So there's this smart, funny and successful female comedy star who now headlines her own network series (name withheld since I still subscribe to her Twitter account)--and she said this recently:
[Name Withheld] credited exec producer [male name withheld] with teaching her how to just be. “He showed me how to be a leader, that I don’t need to scream constantly and that people will listen to me when I’m the boss”.
It's sad to read stuff like this. When I was doing my background actor (extra) and stand-in work in the late 80s to late 90s, I was screamed at by both men and women (fortunately, just a few times over a nine-year period). And you're supposed to take it in and somehow work harder to do everything Just Right without displaying any kind of visible/verbal emotional reaction.

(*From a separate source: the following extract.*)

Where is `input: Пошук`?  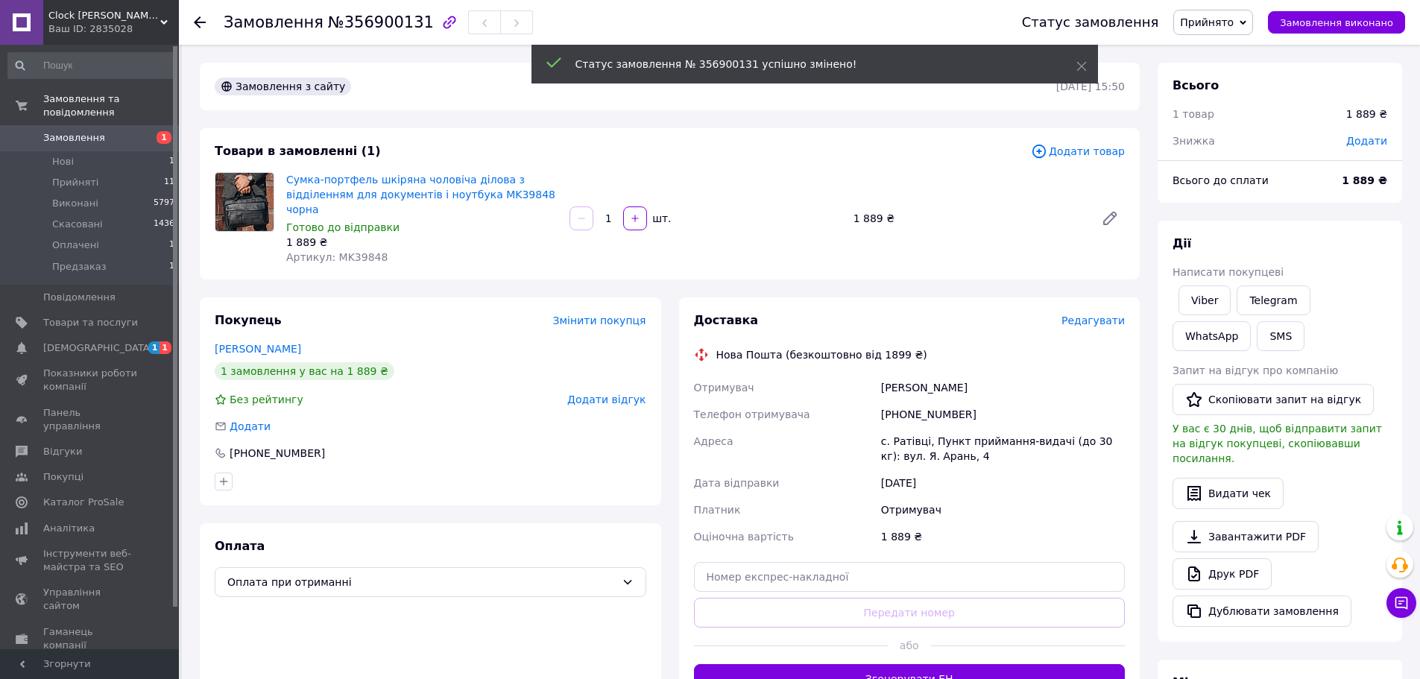 input: Пошук is located at coordinates (92, 66).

Perhaps, in some instances, it's not that you've made the kind of mistake that requires a Defcon-4 magnitude response from an actor/assistant director/production assistant/cinematographer/grip/gaffer. It's just that you're in their immediate vicinity, you're powerless and can be screamed at partially because the screamer doesn't choose to the contents of his/her psychic colostomy bag onto someone of equal or greater status (that could cause him/her to lose his/her job).
So my hope is that the television comedy star who has to contend with the understandably huge stress of creating, co-writing and starring (plus dealing with ratings-conscious network executives who think they're just as creative) in her own series will gradually learn not to scream at all, for her and her co-workers' sake.
And wishing the same to men in the Business too.